Spanish colonists brought the first missionaries to Santa Clara in 1598. Among the many things they forced on the people, those missionaries forced the construction of the first mission church around 1622. However, like the other pueblos, the Santa Clarans chafed under the weight of Spanish rule. As a result, they were in the forefront of the Pueblo Revolt of 1680. One Santa Clara resident, a mixed black and Tewa man named Domingo Naranjo, was one of the rebellion's ringleaders. However, the pueblo unity that allowed them to chase the Spanish out fell apart shortly after their success, especially after Popé died.
When Don Diego de Vargas came back to the area in 1694, he found most of the Santa Clarans on top of nearby Black Mesa (with the people of San Ildefonso). A six-month siege didn't subdue them so finally, the two sides negotiated a treaty and the people returned to their pueblos. However, successive invasions and occupations by northern Europeans took their toll on all the tribes over the next 250 years. Then the swine flu pandemic in 1918 almost wiped them out.

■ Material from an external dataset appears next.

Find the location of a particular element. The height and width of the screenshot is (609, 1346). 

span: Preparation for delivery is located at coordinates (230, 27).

Today, Santa Clara Pueblo is home to as many as 2,600 people and they comprise probably the largest per capita number of artists of any North American tribe (estimates of the number of potters run as high as 1-in-4 residents).
Today's pottery from Santa Clara is typically either black or red. It is usually highly polished and designs might be deeply carved or etched ("sgraffito") into the pot's surface. The water serpent, (avanyu), is a very common traditional design motif on Santa Clara pottery. Another motif comes from the legend that a bear helped the people find water during a drought. The bear paw has appeared on much of their pottery ever since.

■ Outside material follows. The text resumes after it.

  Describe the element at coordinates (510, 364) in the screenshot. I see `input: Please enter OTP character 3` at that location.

Santa Clara has received a lot of distinction because of the evolving artistry the potters have brought to their craft. Not only did this pueblo produce excellent black and redware, several notable innovations helped move pottery from the realm of utilitarian vessels into the domain of art. Different styles of polychrome redware emerged in the 1920s-1930s. In the early 1960s experiments with stone inlay, incising and double firing began. Modern potters have also extended the tradition with unusual shapes, slips and designs, illustrating what one Santa Clara potter said: "At Santa Clara, being non-traditional is the tradition." (This refers strictly to artistic expression; the method of creating pottery remains traditional).
Santa Clara Pueblo is home to a number of famous pottery families: Tafoya, Baca, Gutierrez, Naranjo, Suazo, Chavarria, Garcia, Vigil, and Tapia - to name a few.

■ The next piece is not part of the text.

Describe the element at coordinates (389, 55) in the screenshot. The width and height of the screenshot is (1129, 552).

Disclaimer: This "family tree" is a best effort on our part to determine who the potters are in this family and arrange them in a generational order. The general information available is questionable so we have tried to show each of these diagrams to living members of each family to get their input and approval, too. This diagram is subject to change should we get better info.
Note: Sarafina (Gutierrez) Tafoya was the sister of Pasqualita Tani Gutierrez.
Some of the above info is drawn from Pueblo Indian Pottery, 750 Artist Biographies, by Gregory Schaaf, © 2000, Center for Indigenous Arts & Studies
Other info is derived from personal contacts with family members and through interminable searches of the Internet.